Active Shooter Drills: Beneficial or detrimental to students?

Active Shooter Drills: Beneficial or detrimental to students?

Allison Moddelmog, Reporter

According to Sandy Hook Promise.org, there have been 1,369 school shootings in the US since 1970. The first significant massacre in the country took place at  Columbine High School, which resulted in 15 deaths and 21 injuries. Sandy Hook Elementary was another tragedy which resulted in 28 deaths. In 2018, there was another attack at Stoneman Douglas High School in Parkland, Florida which resulted in 17 deaths and 17 injuries. The most recent significant school shooting in America took place this past November at Oxford High School in Michigan where 4 people died and 7 people were injured. 

In a study conducted by the Secret Service and the Department of Education in 2000, it was found that 93% of school shooters had planned the attack in advance. It was also found that in 4 out of 5 school shootings, at least one other person had known about the attacker’s plan but failed to report it. 

According to the Center for Violence Protection, the best way to prevent school shootings is to build a supportive school environment that makes kids feel safe when needing to talk to their peers and staff at school. This can help with kids’ mental health and attitudes, and it can help kids to talk about their emotions instead of taking it out through other dangerous methods. 

Our school is doing something similar to this. Since the beginning of the 21-22 school year, all grades 7-12 have started a new class called Advisory. This helps us to be able to talk about our feelings and may help prevent devastating things like that from occurring at our school. 

Another thing that our school is doing to try to keep us safe is practicing lockdown drills which prepare us for circumstances that we may be put into later on. Each classroom has its own spot that the students are supposed to sit in to keep them away from doors and windows.

When someone goes over the intercom and says that we are officially in lockdown, it can be rattling for students who were not expecting it to happen. Usually, the rooms are filled with heavy breathing and nervous whispering. When we are in a lockdown, no one knows what is happening or why we have been placed in it. Is there a snake loose in the building, or is there a shooter lurking in the halls? This can be scary for everyone, especially the elementary students who are confused as to why we have to stay quiet and hide. 

The drills help us to prepare for a situation where we might have something like that happen, but is it more damaging to our mental health to have drills than to not have them? Does it make students more scared to go to school the next day after having a scary drill like that? 

According to Everytown Research, active shooter drills are implemented in over 95% of American schools. There was a study taken in 2020 by Everytown Research and Georgia Tech University where students’ social media accounts of 114 K-12 schools were recorded 90 days before an active shooter drill and 90 days after. The results showed increases in depression by 39%, increases in stress and anxiety by 42%, and increases in physiological health problems by 23% after the drill. This goes to show that active shooter drills can be rattling for students and can leave a long-lasting impact on their mental health. It makes kids wonder when it is going to happen instead of if it’s going to happen. 

Overall, school shootings and active shooter drills are a scary thing, and it is something that needs to be talked about more. We need to bring awareness to what can happen and to help prevent it from happening. Especially since our school is grades K-12, it needs to be a big topic among students and faculty at our school.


§ **What you should do**
Within these entries, which lines include the string "this"? Copy each one.

§ **Records to process**
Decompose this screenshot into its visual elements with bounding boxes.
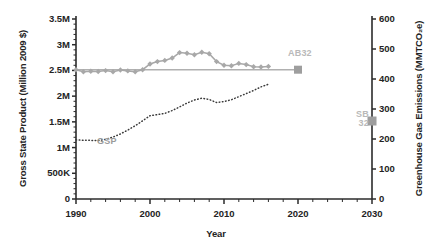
ghg-emissions-series (73, 50, 271, 75)
axis-lines (76, 16, 372, 199)
gsp-series-label: GSP (97, 136, 117, 146)
ab32-annotation-label: AB32 (288, 48, 312, 58)
sb32-label-line2: 32 (335, 119, 369, 128)
chart-container: Gross State Product (Million 2009 $) Gre… (0, 0, 432, 247)
gsp-series (76, 84, 268, 140)
sb32-annotation-label: SB 32 (335, 110, 369, 128)
axis-ticks (72, 19, 376, 204)
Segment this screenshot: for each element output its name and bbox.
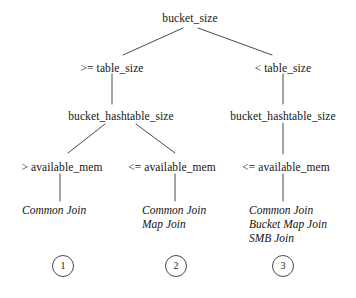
tree-edges: [0, 0, 356, 298]
node-ge-table-size: >= table_size: [80, 62, 143, 75]
leaf-line: Common Join: [249, 203, 327, 217]
leaf-line: SMB Join: [249, 231, 327, 245]
badge-case-3: 3: [272, 255, 294, 277]
leaf-line: Bucket Map Join: [249, 217, 327, 231]
node-bucket-hashtable-size-right: bucket_hashtable_size: [230, 110, 336, 123]
node-root-bucket-size: bucket_size: [162, 12, 217, 25]
leaf-outcome-3: Common Join Bucket Map Join SMB Join: [249, 203, 327, 245]
edge-root-to-right: [198, 28, 272, 55]
node-gt-available-mem: > available_mem: [21, 161, 102, 174]
leaf-line: Map Join: [142, 217, 206, 231]
node-bucket-hashtable-size-left: bucket_hashtable_size: [68, 110, 174, 123]
leaf-outcome-1: Common Join: [22, 203, 86, 217]
edge-lefthash-to-midmem: [136, 124, 175, 153]
decision-tree-diagram: bucket_size >= table_size < table_size b…: [0, 0, 356, 298]
edge-root-to-left: [123, 28, 183, 55]
leaf-outcome-2: Common Join Map Join: [142, 203, 206, 231]
leaf-line: Common Join: [22, 203, 86, 217]
edge-lefthash-to-leftmem: [68, 124, 105, 153]
node-le-available-mem-middle: <= available_mem: [128, 161, 216, 174]
node-lt-table-size: < table_size: [255, 62, 312, 75]
node-le-available-mem-right: <= available_mem: [242, 161, 330, 174]
leaf-line: Common Join: [142, 203, 206, 217]
badge-case-1: 1: [52, 255, 74, 277]
badge-case-2: 2: [165, 255, 187, 277]
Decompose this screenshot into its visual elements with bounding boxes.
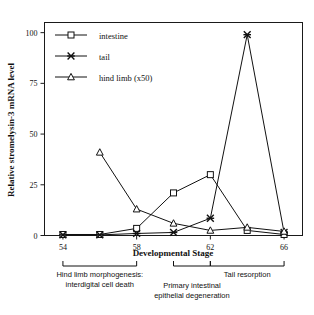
legend-label: intestine (99, 31, 128, 41)
hind-limb-bracket: Hind limb morphogenesis:interdigital cel… (56, 261, 143, 289)
series-hind-limb-x50- (96, 149, 287, 235)
intestine-bracket: Primary intestinalepithelial degeneratio… (154, 261, 229, 300)
tail-bracket: Tail resorption (210, 261, 284, 279)
y-tick-label: 75 (30, 79, 38, 88)
data-series-layer (59, 31, 288, 238)
x-tick-label: 66 (280, 243, 288, 252)
legend-marker (68, 32, 74, 38)
y-tick-label: 0 (34, 232, 38, 241)
data-point (207, 172, 213, 178)
bracket-shape (210, 261, 284, 266)
stromelysin-line-chart: 0255075100 54586266 Relative stromelysin… (0, 0, 314, 315)
series-tail (59, 31, 288, 238)
y-tick-label: 25 (30, 181, 38, 190)
y-tick-label: 100 (26, 29, 38, 38)
bracket-shape (63, 261, 137, 266)
series-path (63, 35, 284, 235)
annotation-text: epithelial degeneration (154, 291, 229, 300)
y-axis-ticks: 0255075100 (26, 29, 45, 241)
figure-container: 0255075100 54586266 Relative stromelysin… (0, 0, 314, 315)
data-point (96, 149, 103, 155)
bracket-shape (174, 261, 211, 266)
y-tick-label: 50 (30, 130, 38, 139)
data-point (170, 229, 178, 236)
annotation-brackets: Hind limb morphogenesis:interdigital cel… (56, 261, 284, 300)
annotation-text: interdigital cell death (66, 280, 134, 289)
chart-legend: intestinetailhind limb (x50) (55, 31, 153, 83)
y-axis-title: Relative stromelysin-3 mRNA level (6, 62, 16, 197)
legend-marker (67, 53, 75, 60)
x-tick-label: 54 (59, 243, 67, 252)
plot-frame (45, 23, 303, 236)
legend-label: tail (99, 52, 110, 62)
annotation-text: Hind limb morphogenesis: (56, 270, 143, 279)
data-point (171, 190, 177, 196)
series-path (100, 152, 284, 231)
annotation-text: Primary intestinal (163, 281, 221, 290)
data-point (133, 206, 140, 212)
x-axis-title: Developmental Stage (133, 248, 214, 258)
legend-label: hind limb (x50) (99, 73, 153, 83)
annotation-text: Tail resorption (224, 270, 271, 279)
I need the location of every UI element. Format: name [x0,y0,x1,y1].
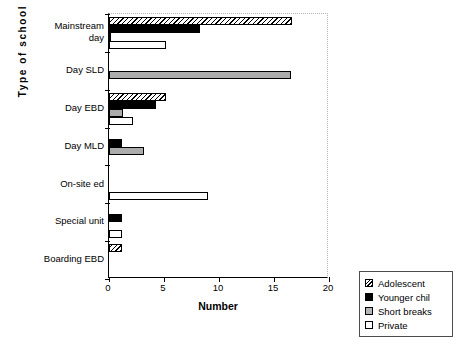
legend-item-private[interactable]: Private [365,318,448,332]
chart-legend: AdolescentYounger chilShort breaksPrivat… [359,271,453,337]
plot-area [108,13,328,278]
category-label-line: Day MLD [36,140,104,152]
legend-item-short-breaks[interactable]: Short breaks [365,304,448,318]
category-label-day-sld: Day SLD [36,64,104,76]
y-axis-tick [105,241,110,242]
category-axis-labels: MainstreamdayDay SLDDay EBDDay MLDOn-sit… [36,10,104,276]
x-axis-title: Number [108,300,328,312]
legend-swatch-icon [365,279,373,287]
category-label-boarding-ebd: Boarding EBD [36,253,104,265]
bar-day-sld-short-breaks [109,71,291,79]
bar-day-ebd-private [109,117,133,125]
x-axis-tick-label: 0 [93,282,123,293]
x-axis-tick-label: 10 [203,282,233,293]
category-label-line: Day EBD [36,102,104,114]
category-label-special-unit: Special unit [36,215,104,227]
category-label-day-ebd: Day EBD [36,102,104,114]
bar-boarding-ebd-adolescent [109,244,122,252]
bar-special-unit-younger-chil [109,214,122,222]
bar-mainstream-day-short-breaks [109,33,111,41]
category-label-on-site-ed: On-site ed [36,178,104,190]
bar-day-ebd-adolescent [109,93,166,101]
x-axis-tick-label: 15 [258,282,288,293]
category-label-line: Boarding EBD [36,253,104,265]
bar-mainstream-day-younger-chil [109,25,200,33]
legend-label: Private [378,320,408,331]
x-axis-tick-label: 5 [148,282,178,293]
legend-swatch-icon [365,307,373,315]
category-label-day-mld: Day MLD [36,140,104,152]
legend-label: Short breaks [378,306,432,317]
bar-special-unit-private [109,230,122,238]
bar-mainstream-day-private [109,41,166,49]
legend-swatch-icon [365,321,373,329]
bar-chart-figure: Type of school MainstreamdayDay SLDDay E… [0,0,458,345]
bar-day-ebd-younger-chil [109,101,156,109]
legend-label: Adolescent [378,278,425,289]
legend-item-adolescent[interactable]: Adolescent [365,276,448,290]
bar-on-site-ed-private [109,192,208,200]
category-label-line: On-site ed [36,178,104,190]
y-axis-title: Type of school [14,0,32,116]
y-axis-tick [105,14,110,15]
bar-mainstream-day-adolescent [109,17,292,25]
category-label-line: Day SLD [36,64,104,76]
category-label-mainstream-day: Mainstreamday [36,20,104,43]
legend-label: Younger chil [378,292,430,303]
y-axis-tick [105,90,110,91]
x-axis-tick-label: 20 [313,282,343,293]
legend-item-younger-chil[interactable]: Younger chil [365,290,448,304]
category-label-line: Mainstream [36,20,104,32]
bar-day-mld-short-breaks [109,147,144,155]
y-axis-tick [105,203,110,204]
y-axis-tick [105,128,110,129]
bar-day-mld-younger-chil [109,139,122,147]
category-label-line: Special unit [36,215,104,227]
category-label-line: day [36,32,104,44]
bar-day-ebd-short-breaks [109,109,123,117]
y-axis-tick [105,165,110,166]
legend-swatch-icon [365,293,373,301]
y-axis-tick [105,52,110,53]
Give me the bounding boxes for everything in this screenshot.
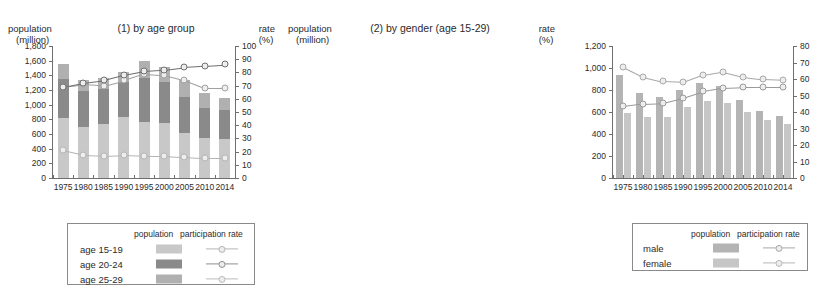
y2-axis-tick-label: 20 <box>242 147 272 157</box>
bar <box>656 97 663 178</box>
bar-segment <box>139 78 150 122</box>
legend-row-label: age 25-29 <box>80 274 123 285</box>
y2-axis-tick-mark <box>235 99 239 100</box>
x-axis-tick-label: 2005 <box>175 182 194 192</box>
chart-title-1: (1) by age group <box>0 22 296 34</box>
bar-segment <box>179 97 190 133</box>
y2-axis-tick-mark <box>235 178 239 179</box>
bar-stack <box>78 80 89 178</box>
x-axis-minor-tick <box>753 175 754 178</box>
data-point-marker <box>221 61 228 68</box>
x-axis-tick-label: 1985 <box>654 182 673 192</box>
legend-color-swatch <box>156 260 182 269</box>
bar <box>644 117 651 178</box>
data-point-marker <box>60 147 67 154</box>
legend-point-marker <box>219 276 226 283</box>
legend-by-age-group: populationparticipation rateage 15-19age… <box>67 223 255 285</box>
bar-segment <box>118 117 129 178</box>
y-axis-tick-mark <box>609 178 613 179</box>
data-point-marker <box>201 62 208 69</box>
y2-axis-tick-label: 10 <box>242 160 272 170</box>
data-point-marker <box>720 85 727 92</box>
y2-axis-tick-mark <box>793 112 797 113</box>
bar-stack <box>118 72 129 178</box>
x-axis-tick-label: 2010 <box>754 182 773 192</box>
bar-segment <box>199 108 210 138</box>
legend-line-sample <box>206 263 238 264</box>
legend-header-rate: participation rate <box>737 229 800 239</box>
y-axis-tick-label: 200 <box>562 151 606 161</box>
x-axis-minor-tick <box>713 175 714 178</box>
y2-axis-tick-mark <box>793 63 797 64</box>
y2-axis-tick-label: 40 <box>242 120 272 130</box>
y2-axis-tick-label: 40 <box>800 107 814 117</box>
x-axis-minor-tick <box>235 175 236 178</box>
y2-axis-tick-mark <box>235 152 239 153</box>
y-axis-tick-label: 1,000 <box>562 63 606 73</box>
y-axis-tick-label: 400 <box>2 144 46 154</box>
y2-axis-tick-mark <box>235 59 239 60</box>
data-point-marker <box>680 94 687 101</box>
x-axis-minor-tick <box>793 175 794 178</box>
legend-point-marker <box>219 246 226 253</box>
legend-by-gender: populationparticipation ratemalefemale <box>632 223 808 271</box>
bar <box>616 75 623 178</box>
x-axis-minor-tick <box>195 175 196 178</box>
x-axis-minor-tick <box>673 175 674 178</box>
bar <box>756 111 763 178</box>
data-point-marker <box>640 73 647 80</box>
legend-line-sample <box>763 247 795 248</box>
data-point-marker <box>760 84 767 91</box>
chart-panel-by-age-group: population (million) rate (%) (1) by age… <box>0 0 280 292</box>
y2-axis-tick-label: 0 <box>800 173 814 183</box>
x-axis-minor-tick <box>134 175 135 178</box>
data-point-marker <box>100 152 107 159</box>
data-point-marker <box>161 152 168 159</box>
legend-row-label: age 20-24 <box>80 259 123 270</box>
data-point-marker <box>100 77 107 84</box>
y-axis-tick-mark <box>609 112 613 113</box>
left-axis-unit-2: (million) <box>288 35 332 46</box>
bar-segment <box>199 93 210 108</box>
y2-axis-tick-mark <box>793 129 797 130</box>
data-point-marker <box>80 79 87 86</box>
data-point-marker <box>141 68 148 75</box>
y2-axis-tick-mark <box>793 46 797 47</box>
y-axis-tick-label: 600 <box>2 129 46 139</box>
y2-axis-tick-label: 90 <box>242 54 272 64</box>
data-point-marker <box>181 64 188 71</box>
x-axis-minor-tick <box>633 175 634 178</box>
data-point-marker <box>760 76 767 83</box>
data-point-marker <box>120 72 127 79</box>
y-axis-tick-label: 800 <box>562 85 606 95</box>
data-point-marker <box>60 83 67 90</box>
bar <box>664 117 671 178</box>
y-axis-tick-mark <box>49 75 53 76</box>
legend-point-marker <box>776 245 783 252</box>
legend-point-marker <box>776 260 783 267</box>
y-axis-tick-mark <box>609 156 613 157</box>
x-axis-minor-tick <box>93 175 94 178</box>
legend-color-swatch <box>156 245 182 254</box>
legend-point-marker <box>219 261 226 268</box>
legend-line-sample <box>206 248 238 249</box>
data-point-marker <box>161 66 168 73</box>
x-axis-minor-tick <box>174 175 175 178</box>
y-axis-tick-mark <box>609 46 613 47</box>
data-point-marker <box>660 99 667 106</box>
y-axis-tick-mark <box>49 134 53 135</box>
bar <box>716 86 723 178</box>
y-axis-tick-mark <box>49 105 53 106</box>
bar <box>724 103 731 178</box>
y2-axis-tick-label: 30 <box>800 124 814 134</box>
bar-segment <box>139 122 150 178</box>
y-axis-tick-label: 400 <box>562 129 606 139</box>
y2-axis-tick-mark <box>235 112 239 113</box>
bar-stack <box>58 64 69 178</box>
legend-color-swatch <box>156 275 182 284</box>
y-axis-tick-mark <box>609 90 613 91</box>
bar <box>764 120 771 178</box>
x-axis-tick-label: 2000 <box>155 182 174 192</box>
y2-axis-tick-mark <box>235 46 239 47</box>
y2-axis-tick-label: 20 <box>800 140 814 150</box>
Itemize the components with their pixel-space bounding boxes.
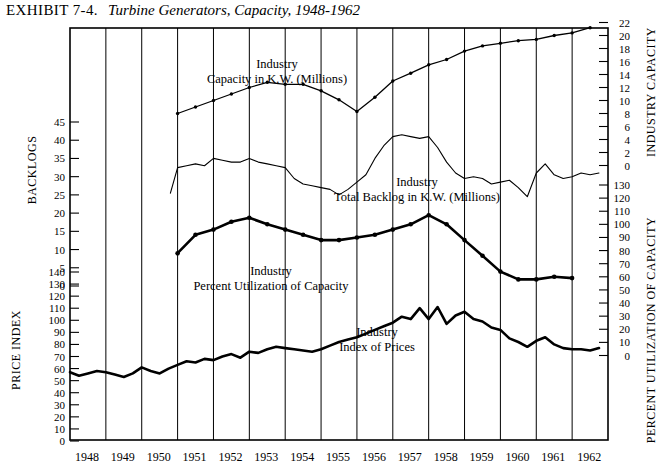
right-upper-axis-name: INDUSTRY CAPACITY xyxy=(644,27,658,157)
y-tick-label-right: 18 xyxy=(619,43,631,55)
y-tick-label-left: 80 xyxy=(54,338,66,350)
y-tick-label-left: 120 xyxy=(49,290,66,302)
y-tick-label-left: 45 xyxy=(54,116,66,128)
series-line-0 xyxy=(178,28,590,114)
annotation-backlog: Industry xyxy=(396,175,438,189)
y-tick-label-left: 50 xyxy=(54,375,66,387)
y-tick-label-right: 0 xyxy=(625,160,631,172)
series-marker-0 xyxy=(391,79,394,82)
y-tick-label-right: 12 xyxy=(619,82,630,94)
y-tick-label-left: 25 xyxy=(54,189,66,201)
series-marker-2 xyxy=(247,216,252,221)
y-tick-label-left: 0 xyxy=(60,435,66,447)
x-tick-label: 1951 xyxy=(183,450,207,464)
x-tick-label: 1954 xyxy=(290,450,314,464)
y-tick-label-right: 30 xyxy=(619,310,631,322)
series-marker-0 xyxy=(570,31,573,34)
y-tick-label-right: 10 xyxy=(619,95,631,107)
series-marker-2 xyxy=(534,277,539,282)
series-marker-2 xyxy=(570,276,575,281)
x-tick-label: 1961 xyxy=(541,450,565,464)
y-tick-label-right: 20 xyxy=(619,30,631,42)
series-marker-2 xyxy=(444,222,449,227)
series-marker-2 xyxy=(229,219,234,224)
series-marker-0 xyxy=(212,99,215,102)
y-tick-label-right: 60 xyxy=(619,271,631,283)
series-marker-2 xyxy=(391,227,396,232)
x-tick-label: 1953 xyxy=(254,450,278,464)
y-tick-label-right: 2 xyxy=(625,147,631,159)
y-tick-label-left: 100 xyxy=(49,314,66,326)
series-marker-2 xyxy=(498,269,503,274)
y-tick-label-right: 14 xyxy=(619,69,631,81)
y-tick-label-left: 30 xyxy=(54,171,66,183)
y-tick-label-right: 10 xyxy=(619,336,631,348)
y-tick-label-left: 140 xyxy=(49,266,66,278)
y-tick-label-left: 10 xyxy=(54,423,66,435)
y-tick-label-right: 90 xyxy=(619,231,631,243)
series-marker-0 xyxy=(373,96,376,99)
y-tick-label-right: 22 xyxy=(619,17,630,29)
series-marker-0 xyxy=(463,49,466,52)
series-marker-2 xyxy=(319,238,324,243)
series-line-3 xyxy=(70,307,599,377)
series-marker-2 xyxy=(480,254,485,259)
y-tick-label-left: 90 xyxy=(54,326,66,338)
annotation-prices: Industry xyxy=(356,325,398,339)
series-marker-2 xyxy=(283,227,288,232)
series-marker-2 xyxy=(301,233,306,238)
series-marker-0 xyxy=(499,42,502,45)
y-tick-label-left: 40 xyxy=(54,387,66,399)
series-marker-0 xyxy=(409,72,412,75)
x-tick-label: 1950 xyxy=(147,450,171,464)
x-axis-year-labels: 1948194919501951195219531954195519561957… xyxy=(75,450,601,464)
series-marker-0 xyxy=(427,63,430,66)
y-tick-label-right: 110 xyxy=(614,205,631,217)
y-tick-label-left: 30 xyxy=(54,399,66,411)
series-marker-2 xyxy=(516,277,521,282)
y-tick-label-right: 20 xyxy=(619,323,631,335)
y-tick-label-left: 20 xyxy=(54,207,66,219)
plot-frame xyxy=(70,28,608,440)
series-marker-2 xyxy=(265,222,270,227)
series-marker-0 xyxy=(319,89,322,92)
x-tick-label: 1949 xyxy=(111,450,135,464)
series-line-2 xyxy=(178,215,572,279)
y-tick-label-left: 40 xyxy=(54,134,66,146)
series-marker-0 xyxy=(194,105,197,108)
y-tick-label-left: 130 xyxy=(49,278,66,290)
annotation-capacity: Industry xyxy=(256,57,298,71)
y-tick-label-right: 40 xyxy=(619,297,631,309)
y-tick-label-right: 6 xyxy=(625,121,631,133)
y-tick-label-right: 50 xyxy=(619,284,631,296)
series-marker-0 xyxy=(517,39,520,42)
series-marker-0 xyxy=(535,38,538,41)
y-tick-label-left: 110 xyxy=(49,302,66,314)
series-marker-0 xyxy=(248,86,251,89)
series-marker-0 xyxy=(355,110,358,113)
series-marker-2 xyxy=(355,235,360,240)
x-tick-label: 1948 xyxy=(75,450,99,464)
annotation-backlog: Total Backlog in K.W. (Millions) xyxy=(334,190,500,204)
y-tick-label-left: 35 xyxy=(54,152,66,164)
y-tick-label-right: 4 xyxy=(625,134,631,146)
series-marker-0 xyxy=(588,26,591,29)
annotation-prices: Index of Prices xyxy=(339,340,415,354)
x-tick-label: 1956 xyxy=(362,450,386,464)
series-marker-0 xyxy=(337,98,340,101)
series-marker-2 xyxy=(211,227,216,232)
y-tick-label-left: 20 xyxy=(54,411,66,423)
series-marker-2 xyxy=(337,238,342,243)
series-marker-2 xyxy=(175,251,180,256)
y-tick-label-right: 70 xyxy=(619,258,631,270)
left-upper-axis-name: BACKLOGS xyxy=(25,136,39,205)
annotation-capacity: Capacity in K.W. (Millions) xyxy=(207,72,347,86)
y-tick-label-right: 120 xyxy=(614,192,631,204)
y-tick-label-right: 16 xyxy=(619,56,631,68)
series-marker-0 xyxy=(481,44,484,47)
y-tick-label-right: 130 xyxy=(614,179,631,191)
x-tick-label: 1952 xyxy=(218,450,242,464)
annotation-utilization: Percent Utilization of Capacity xyxy=(193,279,349,293)
y-tick-label-left: 70 xyxy=(54,351,66,363)
series-marker-0 xyxy=(176,112,179,115)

§ **Answer to the problem**
Decompose this screenshot into its visual elements with bounding boxes.
Segment this screenshot: for each element output its name and bbox.
Decompose this screenshot into its visual elements with bounding boxes.
Give me the bounding boxes for everything in this screenshot.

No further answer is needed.